At the market, among the stalls, there is the Measures Building, where unloaded goods are weighed. In one of the towers enterprising Ruysch has arranged this theatrum, and this is where we arrived somewhat earlier than the hour printed on our tickets. Though none of the eager participants had yet been admitted inside, several little groups of viewers had gathered nonetheless at the entrance. I looked them over with interest, for the appearance and garments of many of them were testament to Professor Ruysch’s fame having long since crossed the borders of the Netherlands. I heard conversations in foreign languages, saw French wigs on people’s heads and English lace cuffs protruding from the sleeves of doublets. Many students had also come; they must have had cheaper, unassigned seats, because they were already crowding around the entrance, wanting to secure the best positions.

People we knew from when Filip was more active at the university – high-ranking members of the municipal council or the surgeons’ guild, interested in what Ruysch was about to show us, what he’d come up with – approached us constantly. Then my uncle, the imprimateur of the tickets, arrived, dressed immaculately in black, and greeted Filip effusively.

The place looked like an amphitheatre with benches set all around, all the way up, almost to the ceiling.

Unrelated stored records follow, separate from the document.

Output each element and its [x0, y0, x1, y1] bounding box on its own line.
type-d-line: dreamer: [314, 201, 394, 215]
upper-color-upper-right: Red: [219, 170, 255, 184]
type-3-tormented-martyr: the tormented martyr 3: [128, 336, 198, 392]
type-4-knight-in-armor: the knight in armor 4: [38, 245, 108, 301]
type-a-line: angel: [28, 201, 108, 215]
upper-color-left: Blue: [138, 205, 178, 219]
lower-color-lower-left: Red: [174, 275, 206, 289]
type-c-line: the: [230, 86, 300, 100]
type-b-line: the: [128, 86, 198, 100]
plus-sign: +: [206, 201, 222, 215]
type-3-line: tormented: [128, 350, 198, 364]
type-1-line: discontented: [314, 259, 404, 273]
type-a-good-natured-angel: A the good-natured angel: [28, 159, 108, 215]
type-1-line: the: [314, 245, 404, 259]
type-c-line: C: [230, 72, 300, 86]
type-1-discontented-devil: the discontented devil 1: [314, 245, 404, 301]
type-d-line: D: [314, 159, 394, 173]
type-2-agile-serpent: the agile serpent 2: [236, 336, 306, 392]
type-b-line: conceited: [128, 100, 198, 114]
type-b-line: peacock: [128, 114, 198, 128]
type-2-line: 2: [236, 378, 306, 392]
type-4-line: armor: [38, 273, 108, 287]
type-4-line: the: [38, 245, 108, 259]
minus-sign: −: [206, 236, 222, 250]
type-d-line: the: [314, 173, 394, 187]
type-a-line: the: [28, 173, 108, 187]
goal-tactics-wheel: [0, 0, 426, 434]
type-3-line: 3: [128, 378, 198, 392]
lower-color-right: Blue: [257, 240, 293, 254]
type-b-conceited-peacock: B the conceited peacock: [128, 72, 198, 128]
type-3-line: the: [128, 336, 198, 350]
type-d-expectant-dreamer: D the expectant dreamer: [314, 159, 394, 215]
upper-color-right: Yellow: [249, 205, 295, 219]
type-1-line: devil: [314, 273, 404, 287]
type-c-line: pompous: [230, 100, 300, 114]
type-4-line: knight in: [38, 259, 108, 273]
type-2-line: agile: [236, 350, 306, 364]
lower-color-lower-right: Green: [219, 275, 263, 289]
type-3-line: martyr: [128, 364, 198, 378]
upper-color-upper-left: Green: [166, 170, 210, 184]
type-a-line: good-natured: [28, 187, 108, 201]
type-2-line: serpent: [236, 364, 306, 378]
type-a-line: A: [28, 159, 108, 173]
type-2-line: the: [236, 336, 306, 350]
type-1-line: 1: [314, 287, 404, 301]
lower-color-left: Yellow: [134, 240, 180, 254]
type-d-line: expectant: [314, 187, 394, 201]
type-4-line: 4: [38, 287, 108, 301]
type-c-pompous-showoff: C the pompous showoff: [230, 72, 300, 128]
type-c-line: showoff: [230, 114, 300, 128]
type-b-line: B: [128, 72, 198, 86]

It was well lit and carefully prepared for the spectacle. Along the walls down the entrance and the room itself were placed the skeletons of animals, bones connected by wires supported by discreet structures, giving the impression that the skeletons might at any moment come back to life. There were also two human skeletons – one on his knees, with his hands raised in prayer, and the other in a pensive pose, head resting on knees, the little bones of which were meticulously connected by wires.

When the audience, whispering and shuffling their shoes, entered the room and one by one took the seats indicated for them by their tickets, they also passed by Ruysch’s famous compositions exhibited in display cabinets, elegant sculptures. ‘Death does not spare even youth,’ I read on the sign beneath one of them – it represented two fetus skeletons playing together: delicate cream-coloured little bones, blistery little skulls planted around an elevation built from the equally delicate bones of small hands, rib cages. And symmetrically to them another tableau had been arranged, little human skeletons around four months old standing on an elevation of (as far as I could tell) gallstones covered in prepared and dried blood vessels (on the thickest such branch sat a stuffed canary). The skeleton on the left side held a miniature sickle while the other, in a forlorn pose, brought to its empty eye sockets a handkerchief made out of some sort of dried tissue, maybe lung? Someone’s sensitive hand had decorated the whole in salmon lace and summed it up in elegant lettering on a silk ribbon: ‘Why would we miss the things of this world?’, which meant it would have been difficult to be overcome by the sight. I was moved by the presentation before it had even begun, because it seemed to me I was seeing the tender evidence not of death, but of some death in miniature. How could they have truly died without ever having been born?